Seven SpringsEvery day, I drive down a lovely little lonely lane called Seven Springs Road.  And just about every time I do, there is a vehicle parked in a particular bend of the road, because someone has come to fill up their plastic containers with the water that pours out of the wall of rock.  This morning was no exception.

The water is good, yes.  It is pure and clean, and tastes like no water you have ever tasted in your life.

But it is inconvenient.

Wal Mart, Kroger, and Target all have bottled spring water, and what’s more, you can pick it up at the same time you are buying Band-Aids, bananas, and baby diapers.  Wherever you fill up your car with gas, you can grab a bottle when you go in to pay.

Convenience.  I love it.

But the Seven Springs for which the road is named carries only one type of “merchandise”.  You have to know this area pretty well to know that it’s even there.  The water is free, but it’s a long drive out here for most people.  There’s no place to park except in the lane, where people have to drive around you to get through.  (No big problem, as there isn’t any traffic to speak of.)  Yet people come, and come again and again.

Aren’t we a little bit like those springs?  Oh, we can do lots of things, and we can do some of them well.  But when you really try to talk about who you are (not what you do, but who you are), it seems to me that maybe there’s just one thought that really sums it all up.  What do you have that is your gift to the world?  Isn’t there something about you that keeps people getting in their cars and driving many miles just so that they can drink from that unique spring that is you?

I think there is.  And once you discover it and give yourself fully to it, you will experience life in a wonderful new way.  Maybe you already have.  I’d love to hear about it.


## Required action
Type out the listing below exactly. Pictures stay out of it.

## Task inputs
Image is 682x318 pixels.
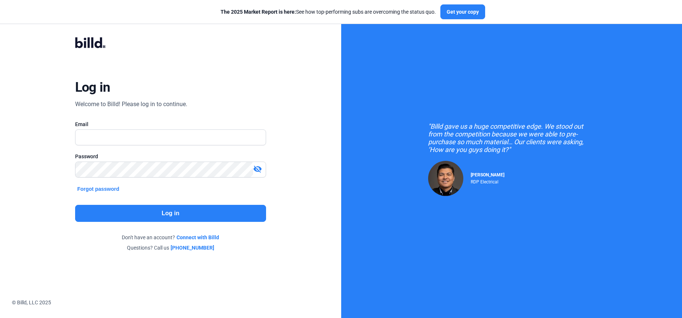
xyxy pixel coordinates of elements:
[75,121,266,128] div: Email
[428,123,595,154] div: "Billd gave us a huge competitive edge. We stood out from the competition because we were able to...
[177,234,219,241] a: Connect with Billd
[471,172,504,178] span: [PERSON_NAME]
[171,244,214,252] a: [PHONE_NUMBER]
[471,178,504,185] div: RDP Electrical
[75,153,266,160] div: Password
[428,161,463,196] img: Raul Pacheco
[75,100,187,109] div: Welcome to Billd! Please log in to continue.
[75,79,110,95] div: Log in
[75,244,266,252] div: Questions? Call us
[75,205,266,222] button: Log in
[75,185,122,193] button: Forgot password
[75,234,266,241] div: Don't have an account?
[221,9,296,15] span: The 2025 Market Report is here:
[253,165,262,174] mat-icon: visibility_off
[221,8,436,16] div: See how top-performing subs are overcoming the status quo.
[440,4,485,19] button: Get your copy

## Written response
Image is 682x318 pixels.
xyxy pixel coordinates of elements:
[75,121,266,128] div: Email
[428,123,595,154] div: "Billd gave us a huge competitive edge. We stood out from the competition because we were able to...
[177,234,219,241] a: Connect with Billd
[471,172,504,178] span: [PERSON_NAME]
[171,244,214,252] a: [PHONE_NUMBER]
[471,178,504,185] div: RDP Electrical
[75,153,266,160] div: Password
[428,161,463,196] img: Raul Pacheco
[75,100,187,109] div: Welcome to Billd! Please log in to continue.
[75,79,110,95] div: Log in
[75,244,266,252] div: Questions? Call us
[75,205,266,222] button: Log in
[75,185,122,193] button: Forgot password
[75,234,266,241] div: Don't have an account?
[221,9,296,15] span: The 2025 Market Report is here:
[253,165,262,174] mat-icon: visibility_off
[221,8,436,16] div: See how top-performing subs are overcoming the status quo.
[440,4,485,19] button: Get your copy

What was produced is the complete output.